Jan 28, 2018

Sam Mullet, Amish bishop who orchestrated beard-cutting attacks, asks judge to overturn his convictions

In this Oct. 10, 2011, file photo, Samuel Mullet Sr. stands in front of his home in Bergholz. Mullet has filed a motion to vacate his convictions, following the Supreme Court decision's not to take up his case.(AP file photo)
Samuel Mullet Sr.
Eric Heisig
Cleveland.com
Jan 12, 2018

CLEVELAND, Ohio -- Amish bishop Sam Mullet is asking the Cleveland federal judge who sent him to prison to overturn his convictions for orchestrating a series of beard and hair-cutting attacks on his enemies.

Mullet argues in a motion filed Friday that his former attorney, Assistant Federal Public Defender Ed Bryan, made a series of errors while representing him at his 2012 trial, and through two appeals.

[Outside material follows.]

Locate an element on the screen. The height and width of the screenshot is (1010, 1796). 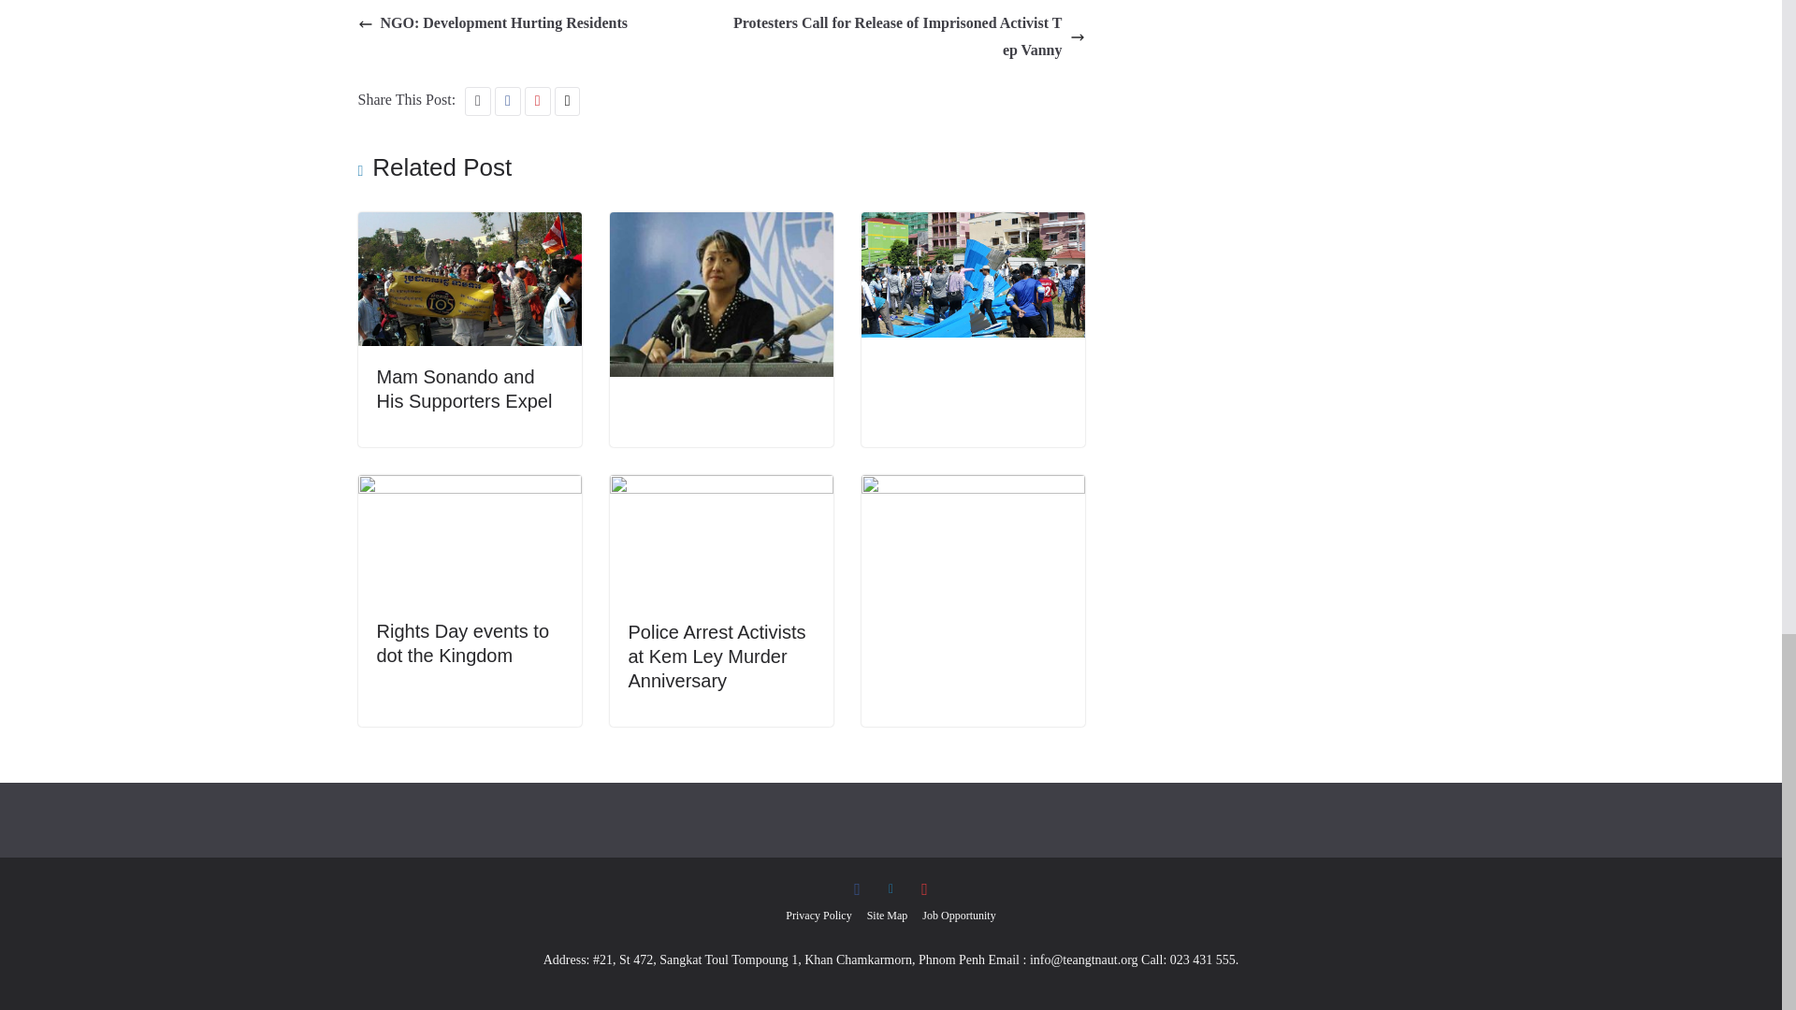
Mam Sonando and His Supporters Expel is located at coordinates (463, 389).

Had Bryan not committed the errors, Mullet's trial may have ended differently, the motion says.

Bryan, who has worked as a federal defense attorney since 1997, admitted to these errors in an affidavit included in the motion.

This includes not arguing on Mullet's second appeal that federal prosecutors were out of line in noting Mullet's alleged sexual misconduct to the jury.

"Although we diligently represented Mr. Mullet at trial and on appeal, we did not represent Mr. Mullet error free," Bryan wrote in his affidavit.

Mullet is now represented by former federal prosecutor Richard Blake. He is asking U.S. District Judge Dan Polster in Cleveland to overturn his convictions, a high bar to clear legally since Mullet has already lost an appeal.

Mullet also asked to leave prison pending the outcome of his newest challenges.

(You can read the full motion here or at the bottom of this story.)

U.S. Attorney's Office spokesman Mike Tobin declined to comment.

Mullet is the leader of a breakaway sect of an Amish community made up of 18 families in the village of Bergholz, located about 100 miles southeast of Cleveland. They were convicted of several crimes in September 2012 for carrying out five nighttime raids in 2011.

Members of the community rousted five victims out of bed and chopped off their beards and hair with horse mane shears and battery-powered clippers. The attackers documented the attacks with a disposable camera.

Men's beards and women's hair have spiritual significance to the Amish.

Prosecutors brought hate-crime and obstruction charges against 16 members of the Amish community. They said the attacks were carried out at the behest of Mullet against the bishop's enemies. Witnesses portrayed him as a fire-and-brimstone preacher who imposed strict, and often bizarre, discipline on his flock.

The 6th U.S. Circuit Court of Appeals later overturned the hate-crime convictions, citing faulty jury instructions. Polster re-sentenced all of them to shorter sentences in March 2015 -- with Mullet's sentence being reduced from 15 years to 10 years, nine months in federal prison. The judge noted that it was clear the attacks were religiously motivated.

The 6th Circuit rejected Mullet's appeal in May 2016 and the U.S. Supreme Court declined to take up his case in February.

Mullet is the only defendant who remains in prison.

The motion to vacate his convictions relies on an ineffective assistance of counsel claim. It says Polster improperly allowed the jury to hear evidence of Mullet's sexual activities, which prosecutors said showed how much control he had over his community. Bryan objected before trial, and a 6th Circuit judge raised the testimony as problematic during Mullet's first appeal, but Bryan did not bring it up the second time around, the motion says.

Mullet also argues that Bryan should have objected to problematic testimony by a government's expert. Donald Kraybill was only supposed to testify generally about the Amish and about the significance of beards for Amish men and long hair for Amish women. Instead, Kraybill talked about how Mullet lead by "coercion and force and threats and intimidation," according to the motion.

Mullet also took issue with Bryan's lack of a specific objection to prosecutors' use of a 2011 article by Associated Press reporter Andrew Welsh-Huggins that contained an interview with Mullet. Prosecutors treated the article as a confession at trial and used a quote of Mullet's from the article out of context, according to the motion.

After serving part of his sentence at a prison in Texarkana, Texas, Mullet is being housed at a federal prison in Lisbon, Ohio.